NEW YORK - Andy Roddick has departed, and apropos of nothing but pertinent to everything, Matt Leinart could be arriving, although the belief is he'll end up in another town.
Two young athletes, two different sports, two levels of frustration.
For Roddick, 28, an ancient age in tennis, the best days may be in the past.
For Leinart, 27, and that's getting along in pro football, the best days may never be.
And so again we study the vagaries of sport, the difficulty of predicting who will meet expectations. And who won't.
Roddick was knocked out in the second round of the U.S. Open tennis championships the other day, losing to a Serb with dark glasses and a dark beard, Janko Tipsarevic, which might be important or might not be.
Not the glasses and beard but rather the fact the Serb, Tipsarevic, is 44th in the world rankings, and shouldn't be beating the No. 9 guy, Roddick.
Or perhaps with Andy seemingly in decline, maybe he should.
Roddick, in New York terms, was king of the hill, top of the heap, when at age 21 he won the Open back in 2003. What a future, we thought. Unfortunately, Roger Federer hijacked that future.
Andy did get to another Open final and three Wimbledon finals, but each time he also got Federer as an opponent.
And now it appears too late. It's not his sport any more. Federer also may be slipping, but Rafael Nadal, Andy Murray and Novak Djokovic, younger and more efficient, have surpassed Roddick. So quickly the years and dreams disappear.
Roddick had his moments. Leinart, the quarterback. hasn't had his, despite entering the pros with considerable publicity and apparent potential.
At USC, Matt had everything, did everything, won two national championships, won a Heisman in 2004.
Some believed he should have entered the draft right there, but Leinart returned for 2005, and even though he was taken in the first round of the '06 draft, it was as the 10th pick, not the first.
Still he was a quick starter for the Arizona Cardinals, after a lengthy rookie holdout, and seemed effective enough. But the second season, 2007, Leinart suffered a broken collarbone.
Fate conspired against Matt. The Old Boy, Kurt Warner was the replacement who through 2008 and 2009 became the fixture, leaving Leinart brooding on the bench.
Warner finally retired after last season, and the assumption was Leinart would take over. After all, he was a million-dollar baby. Instead, it was Derek Anderson, a journeyman. So, angry, Leinart is seeking a trade, which early reports said might be to the New York Giants, if reports the Giants said were nonsense.
How could we be so wrong about Leinart? How could the scouts be so mistaken? Would it have been different if he hadn't been injured?
A first-round pick, a Heisman Trophy winner, ready to be tossed away? Not the way it was supposed to be.
Was it Leinart's attitude? Was it a situation of being in the wrong place at the wrong time? If he goes to the Oakland Raiders or the Buffalo Bills, two teams rumored to be interested, could he resurrect a career which has been a disappointment?
That word, disappointment, could be marginally applied to Roddick. Certainly he has done more than Leinart, but he also has done less than what had been suggested. One Grand Slam?
Was it Federer? Was it Andy's reliance on the serve and inability to master the backhand?
The cognoscenti said 2010 was Roddick's final chance to win that elusive second major, another Open, a Wimbledon. The window in tennis closes all too quickly. One day you're 21, and virtually the next day there's a new 21-year-old coming up from behind who's a step faster.
There was a sadness watching Roddick against Tipsarevic, a sense of inevitability and finality, as if an era, even a lesser one, was coming to a close. If Andy couldn't win this time, why would he be able to win in 2011 when he's another year older?
For Leinart, the opportunity for a breakthrough still exists, if barely. Sometimes a change of teams, and coaches, makes a difference. Sometimes a new system and new teammates are all that is needed.
Or Matt Leinart may be a lifetime backup, good enough to stay in the league but not good enough to be first string, a player who had the potential but little else.
A player to be referenced in terms of what he might have been.
Those, as we've been told, are the saddest of words.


### WHAT IS BEING ASKED:
For this exercise, please return exactly the line containing "Trace tree." and each line after it through the end of the records, with no pictures included.

BEGIN RAW DATA

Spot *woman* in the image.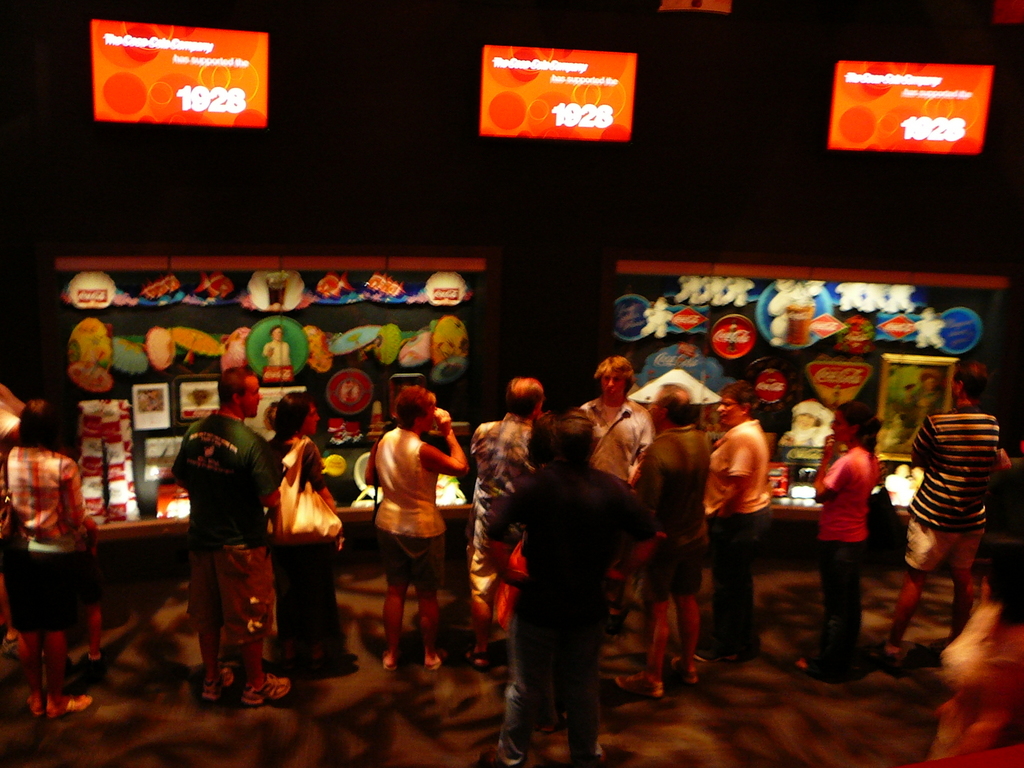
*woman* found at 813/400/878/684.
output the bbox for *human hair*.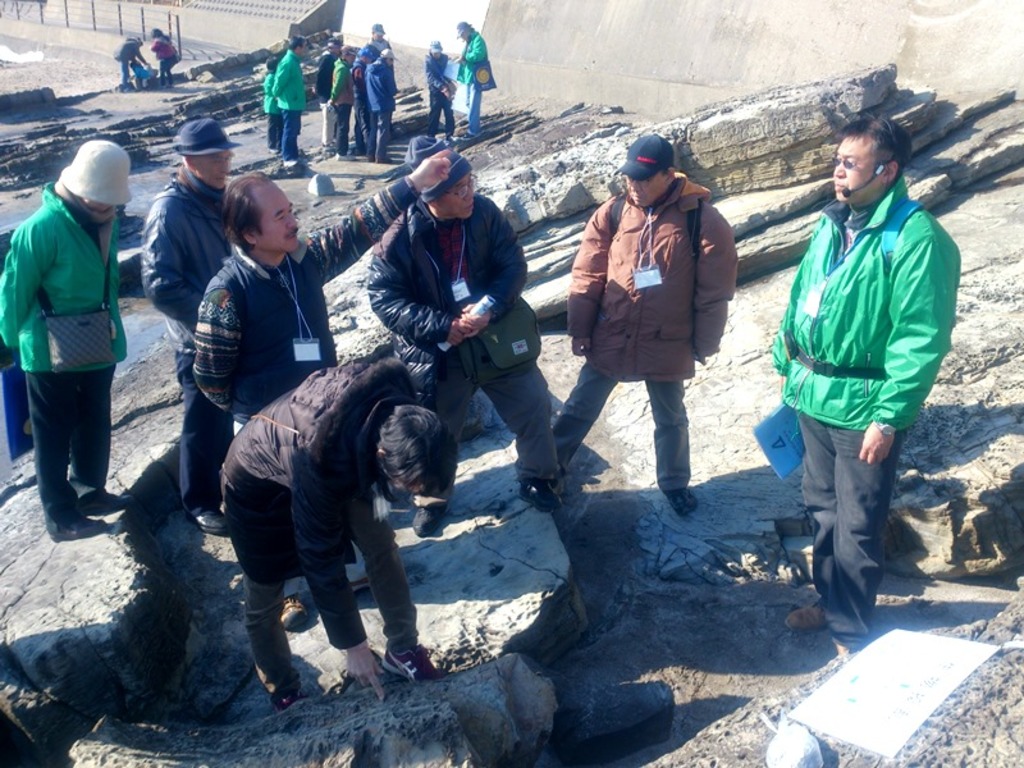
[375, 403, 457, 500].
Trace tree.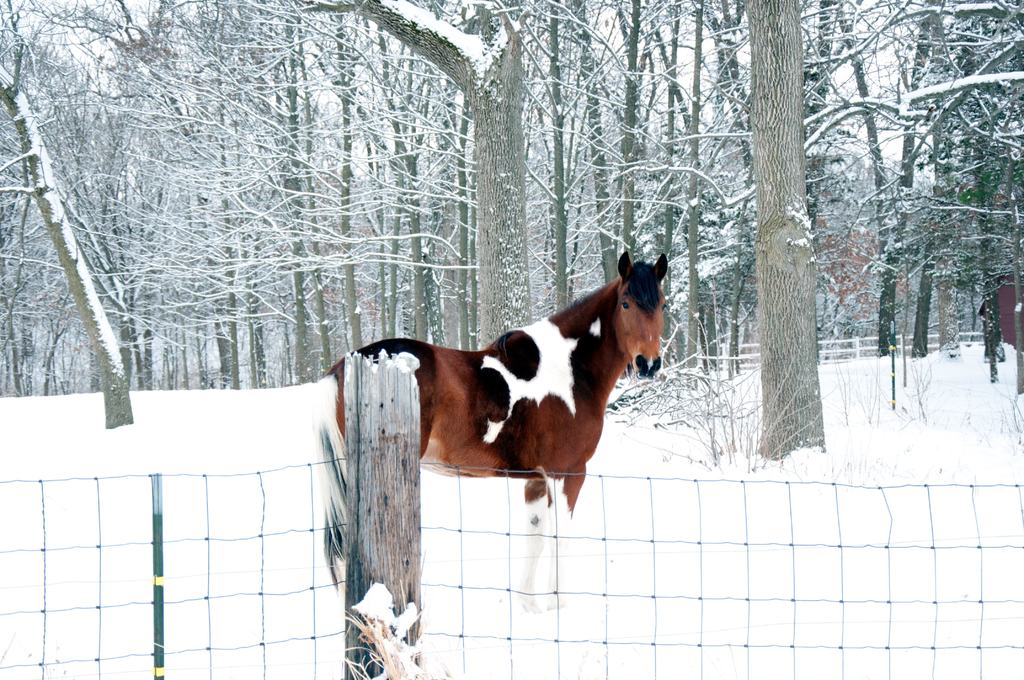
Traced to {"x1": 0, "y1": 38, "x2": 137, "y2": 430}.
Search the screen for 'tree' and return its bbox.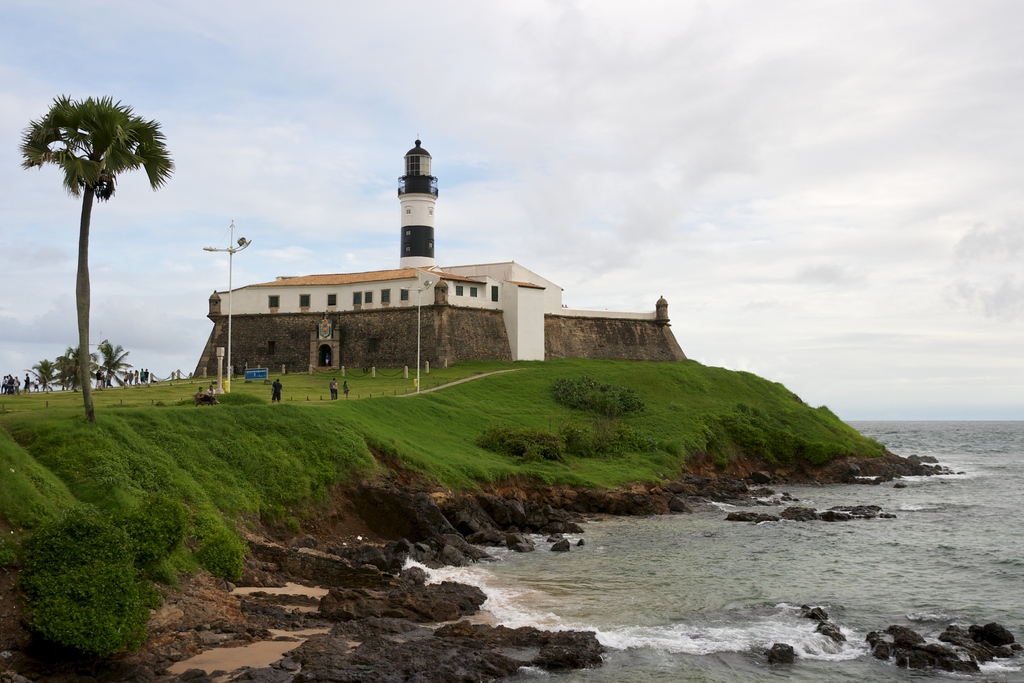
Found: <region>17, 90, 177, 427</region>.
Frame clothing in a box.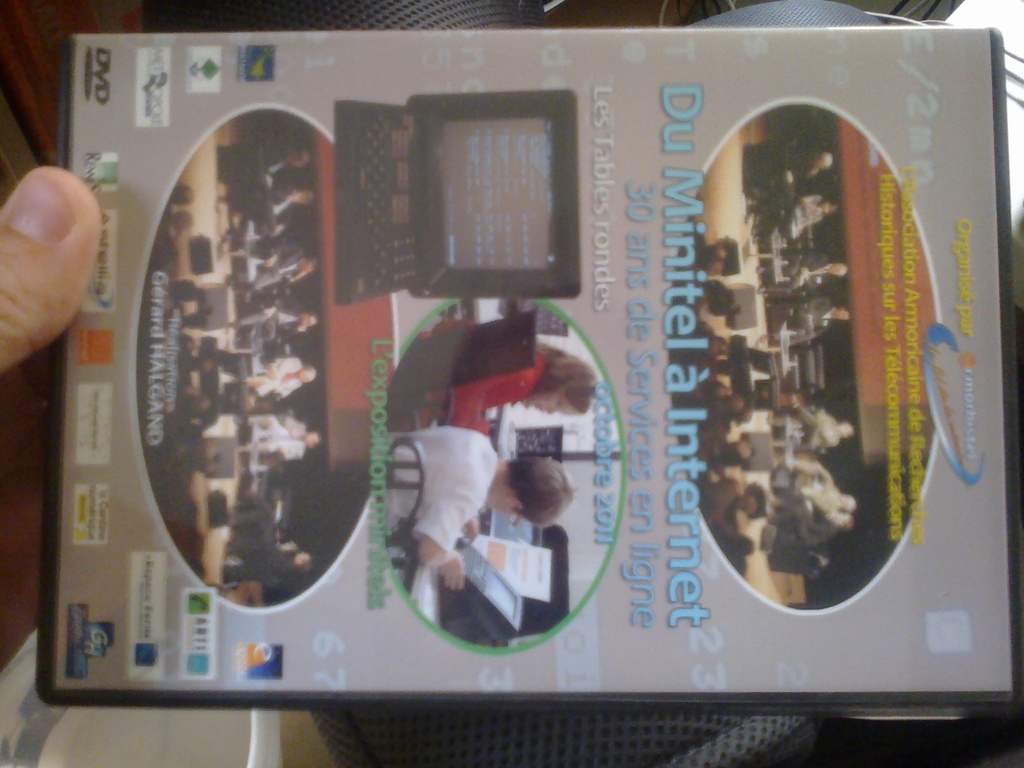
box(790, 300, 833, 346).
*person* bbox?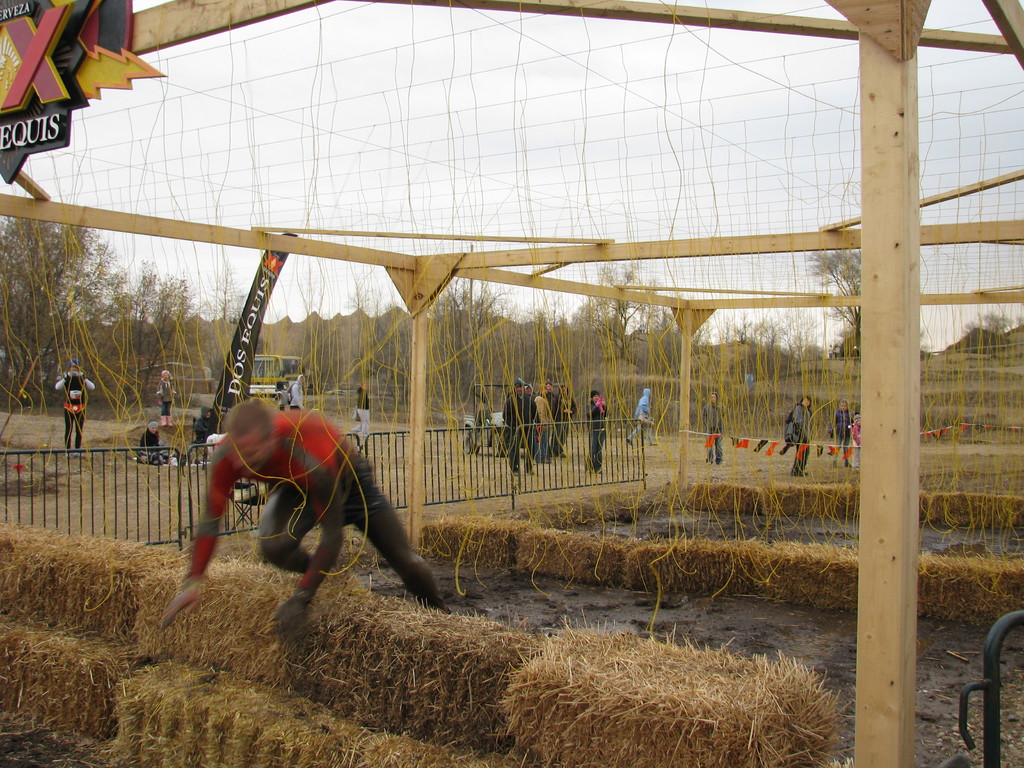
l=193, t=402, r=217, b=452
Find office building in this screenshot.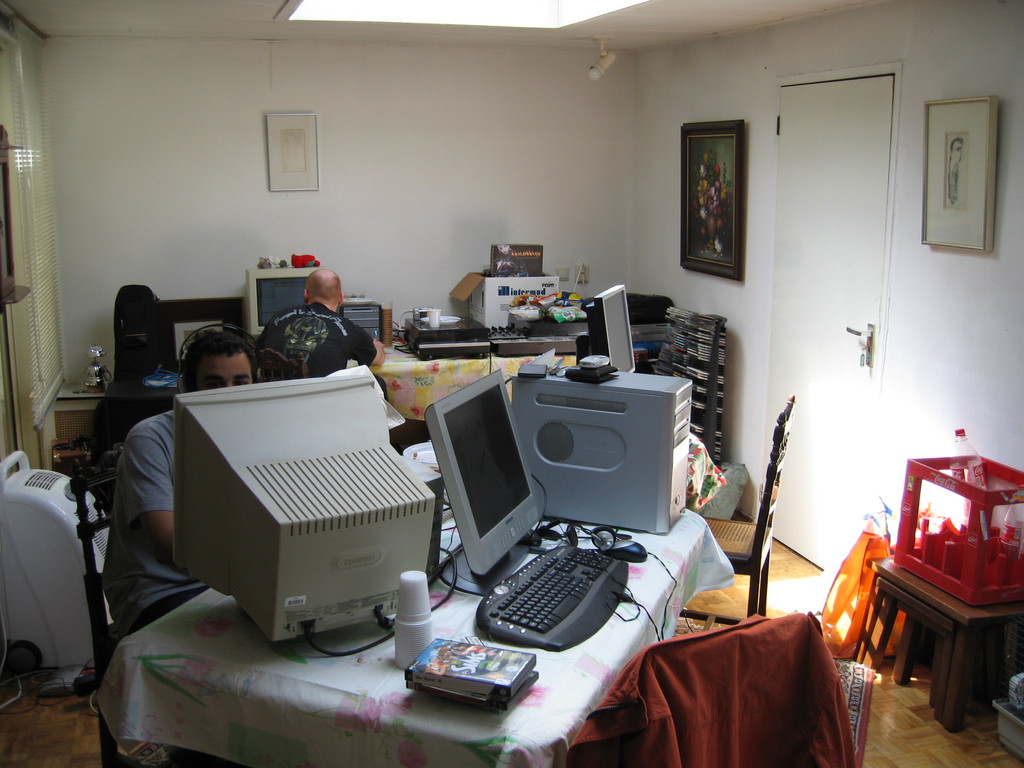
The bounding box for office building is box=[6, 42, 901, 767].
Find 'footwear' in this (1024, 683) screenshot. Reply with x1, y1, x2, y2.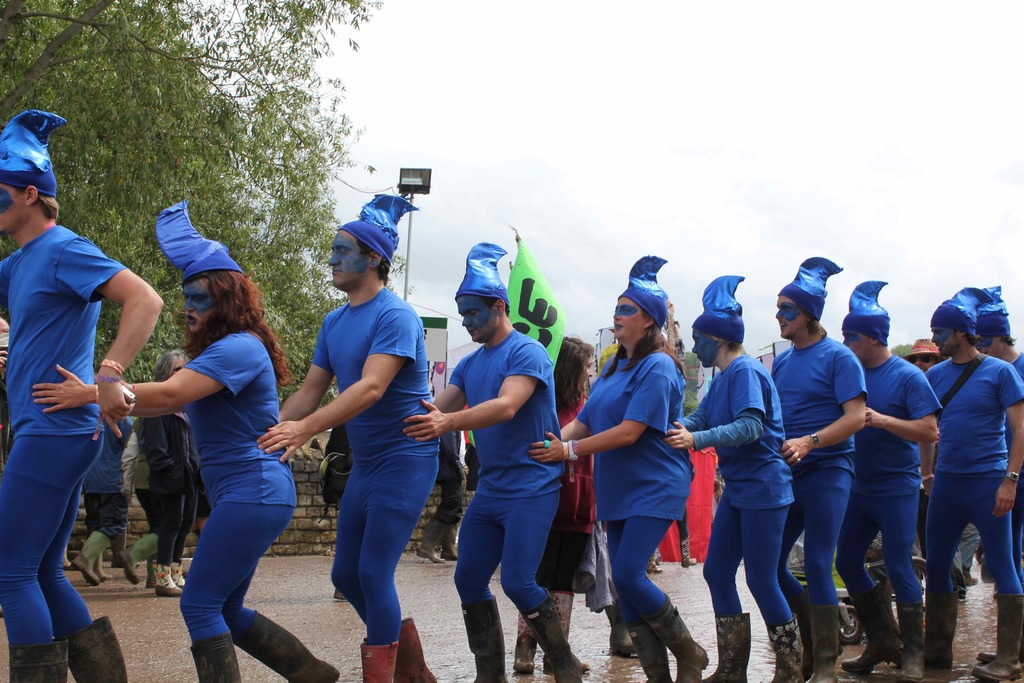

END RAW DATA

### RESPONSE TO THIS TASK:
Trace tree.
Traced to {"x1": 0, "y1": 38, "x2": 137, "y2": 430}.
Search the screen for 'tree' and return its bbox.
Found: <region>17, 90, 177, 427</region>.
Frame clothing in a box.
box(790, 300, 833, 346).
*person* bbox?
l=193, t=402, r=217, b=452
Find office building in this screenshot.
The bounding box for office building is box=[6, 42, 901, 767].
Find 'footwear' in this (1024, 683) screenshot. Reply with x1, y1, x2, y2.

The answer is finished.